Again observe in this transparent circle of your mind, as in a mirror, and by observing reach, everywhere in the world and everywhere outside the world, the spherical intellect and the intelligible sphere, whose centre is everywhere, since it penetrates right through the universe, but whose circumference is nowhere since it extends boundlessly beyond the universe. Look! See the divine form, the fount of all forms, the one form and the form of all forms. See that form presenting itself everywhere to all minds, especially those that are pure like mirrors! Mark how the God of gods pulsates with light. Beside Him, there is no true god. He abounds the eternal goodness of the good, completely free from evil.
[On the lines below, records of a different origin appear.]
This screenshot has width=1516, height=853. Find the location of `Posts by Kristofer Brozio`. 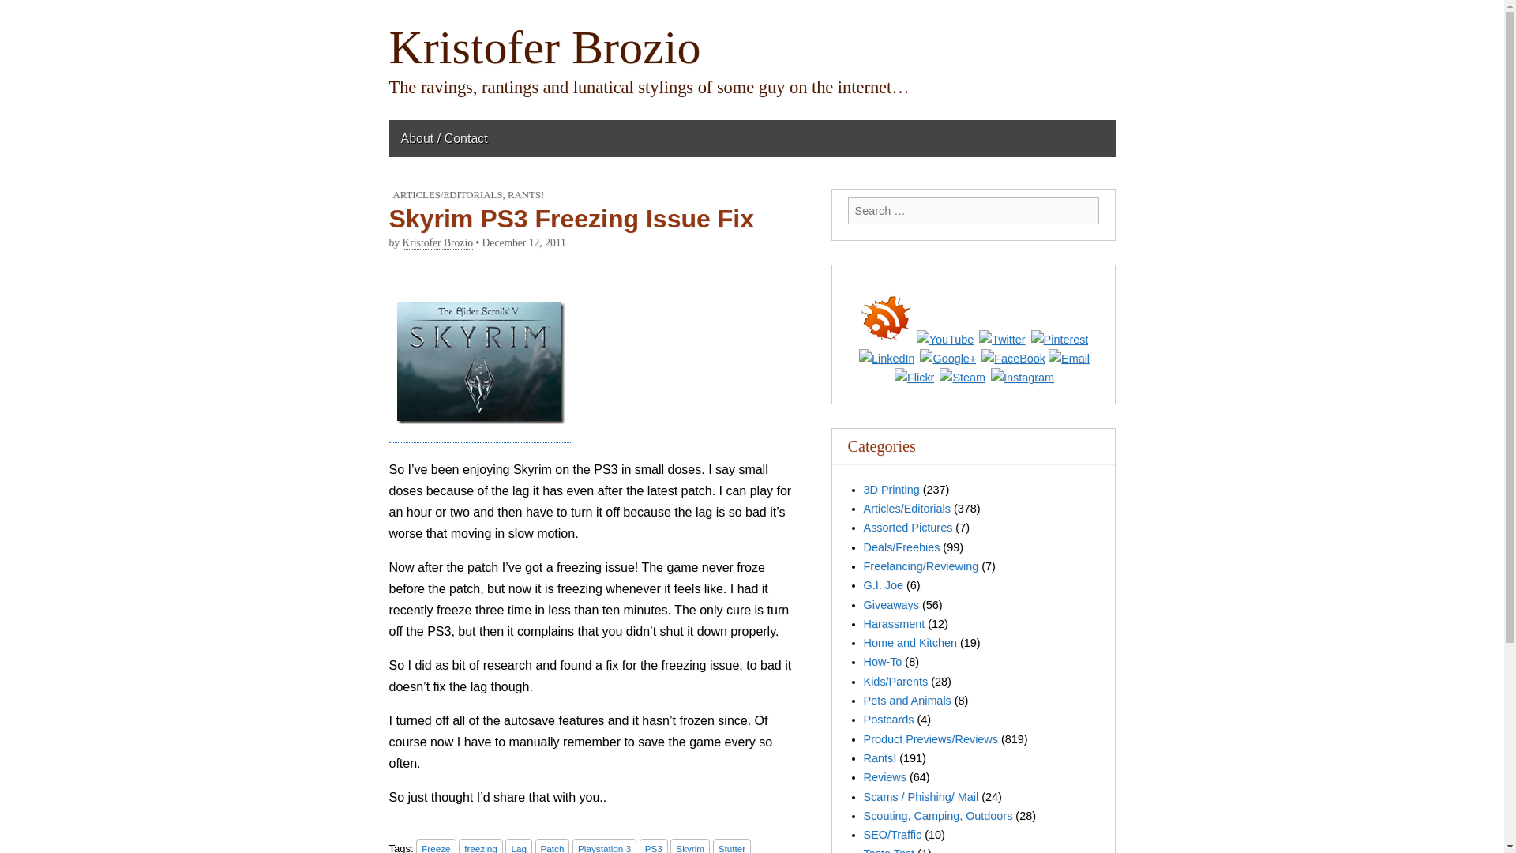

Posts by Kristofer Brozio is located at coordinates (438, 243).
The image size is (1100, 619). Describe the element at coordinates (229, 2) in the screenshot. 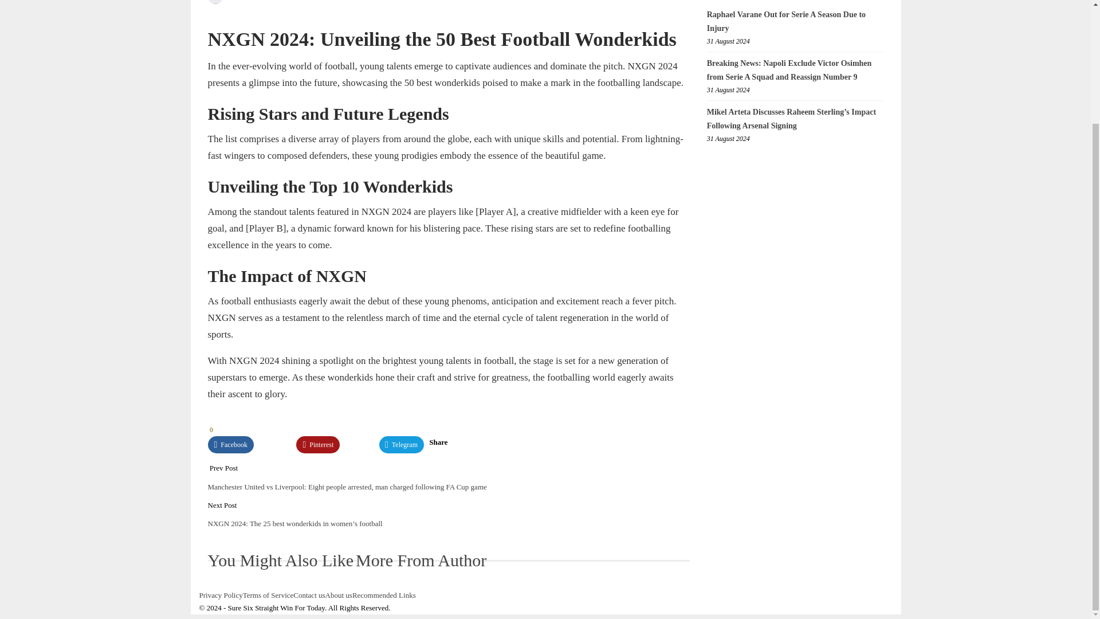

Here shines the immeasurable light of lights. Sun to all minds. [4]

We should seek a way to engage God. We must embrace the good. We must polish the mirror within, cleansing it from every stain or tarnish or imperfection. The more we do so, the more we will experience the immanent eschaton, realizing of course, what we experience now is only in anticipation of  what we will experience in eternity.


[1] St. Isidore of Seville, Sententiae. Trans. Thomas L. Knoebel (New York: Newman Press, 2018),38.

[2] St. Maximos the Confessor, On Difficulties in Sacred Scripture: The Responses to Thalassios. Trans. Fr. Maximos Constas (Washington, DC: CUA Press, 2018), 255 [Question 46]

[3] Al-Ghazālī, The Niche of Lights. Trans. David Buchman (Provo, UT: Brigham Young University Press, 1998), 13-14.

[4] Marsilio Ficino, The Letters of Marsilio Ficino. Volume 5 (Liber VI). trans. by members of the Language Department of the School of Economic Science, London (London: Shepheard-Walwyn, 1994), 25 [Letter 13: To Cardinal Giovanni].